You gotta fight for your right to migrate. Then Mexican presidential candidate Andres Manuel Lopez Obrador’s remarkable promise to fight for the right of everyone in the whole world to migrate to the US is what first prompted me to write this series beginning in June 2018.
“Mexican Presidential Candidate Calls Mass Migration to US a ‘Human Right,’ ” ran the Daily Caller’s headline on June 22, 2018.
No sooner had I finished reading this remarkable statement than I realized that I’d soon be writing my second extended series on immigration.
It may seem to some that Lux Lucet has become an immigration blog, what with the subject occupying such a large portion of my posts over the past two and a half years. My first series, Immigration, Citizenship and the Bible, took me nearly a year-and-a-half to write and represented my first extended effort on the subject of immigration.
So why, after spending all that time and energy completing on extended immigration series, did I start another one less than six months later? There are several reasons.
First, immigration is a fascinating topic, one that incorporates a number of my favorite fields of study. It’s part politics, part economics, part philosophy and part theology. What’s not to like?
Second, it’s a critically important topic. Parents, at least wise one’s, naturally want to pass their heritage to their children and to see them prosper in the way. In Deuteronomy, we see this expressed in the saying that the Lord keeps covenant and mercy for a thousand generations with those who love him. Likewise, we’re told in Proverbs that a good man leaves an inheritance to his children’s children. Fathers are encouraged to raise their children in the fear and admonition of the Lord, and children to obey their father and mother. But if current trends continue in the US and in Western Europe, it may well be that in a few decades not a few of these nations will cease to exist in anything like their historic form. There may be a France and a Germany and a United States, but these could well be just legacy place names only, with the actual peoples that historically occupied those places and their cultures being largely or entirely wiped out. The destruction of one’s heritage is not a blessing, but a sign of God’s curse. If the public policies pursued by the leaders of a nation and its people result, not in prosperity for their posterity, but in their destruction, it is reasonable to conclude that those policies are contrary to the law of God and must be repented of.
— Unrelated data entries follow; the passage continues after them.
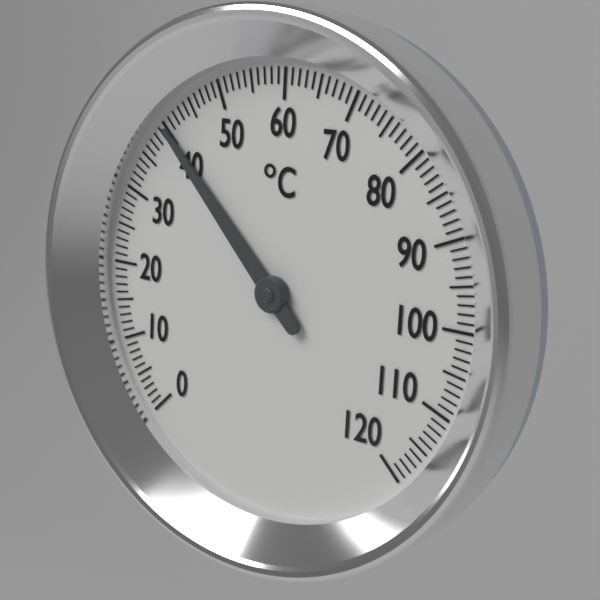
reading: 40 °C
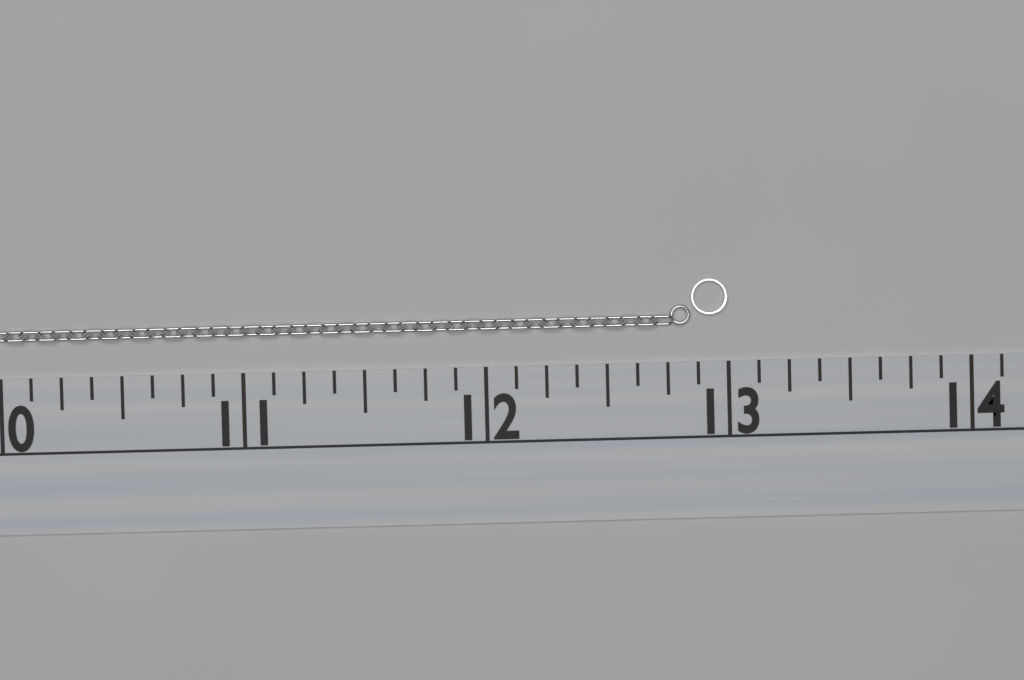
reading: 13.000 (no unit)
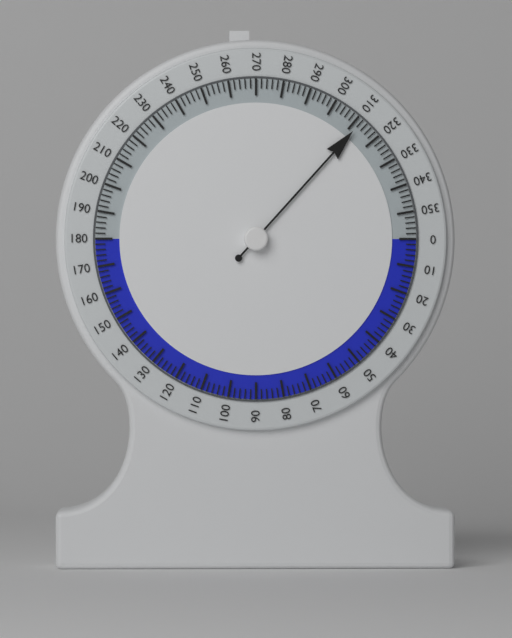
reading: 312 (no unit)
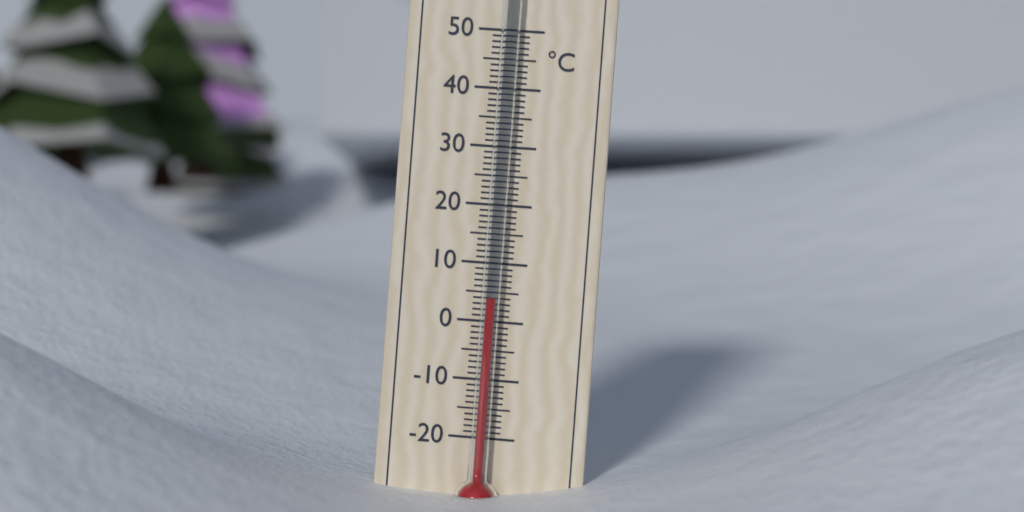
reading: 4 °C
Third, immigration is one of the most poorly understood topics. If one is to prevent the destruction of one’s society, one first must understand why his society is being destroyed. But discussions of immigration policy, being prone as they are to emotional outbursts, are, for that reason, not always fruitful. I’ve heard Daniel McAdams, a former Congressional staffer for Ron Paul and Dr. Paul’s current co-host on the Liberty Report, say that immigration was his least favorite topic because of the extreme positions taken by various sides on the issue. For this reason, it’s important to find a way to talk about immigration in a way that focuses on ideas and not on people.
Fourth, immigration is a major weapon on the Roman Church-State’s arsenal for imposing an updated version of the Holy Roman Empire, not on Europe only, but on the whole world. Call it scalable tyranny if you will. It is imperative to understand the danger of Rome’s immigration gambit, yet most Americans are clueless about this. Former White House Chief Political Strategist Steve Bannon, himself a Roman Catholic, understands, at least in part, why Rome pushes immigration so hard. According to him, “unable to really come to grips with the problems in the Church, they need illegal aliens, they need illegal aliens to fill the churches. It’s obvious on the face of it…They have an economic interest. They have an economic interest in unlimited immigration, unlimited illegal immigration.
Fifth, Protestants, who should be at the forefront of the immigration debate, generally are missing in action. Either they avoid the subject out of fear or ignorance, or, when they do discuss it, they show themselves the intellectual thralls of Antichrist. Instead of going to the Scriptures to understand the mind of God on immigration, they instead are satisfied with repeating the tired and unbiblical arguments of the Roman Church-State, tricking it out in Evangelical garb to sell Rome’s nonsense to the unsuspecting sheep.
Sixth, immigration is a topic tailor made for Scripturalists. Scripturalism, the Christian system of thought developed by Gordon Clark and John Robbins, holds that the Bible has a systematic monopoly on truth. If Americans are to solve the knotty problem of immigration, they will not do so by turning to secular economists or political theorists. They must turn to the Word of God and seek his mind on the matter. It has been the goal of this author to begin the process of applying Scripturalist thought to the critical issue of immigration policy.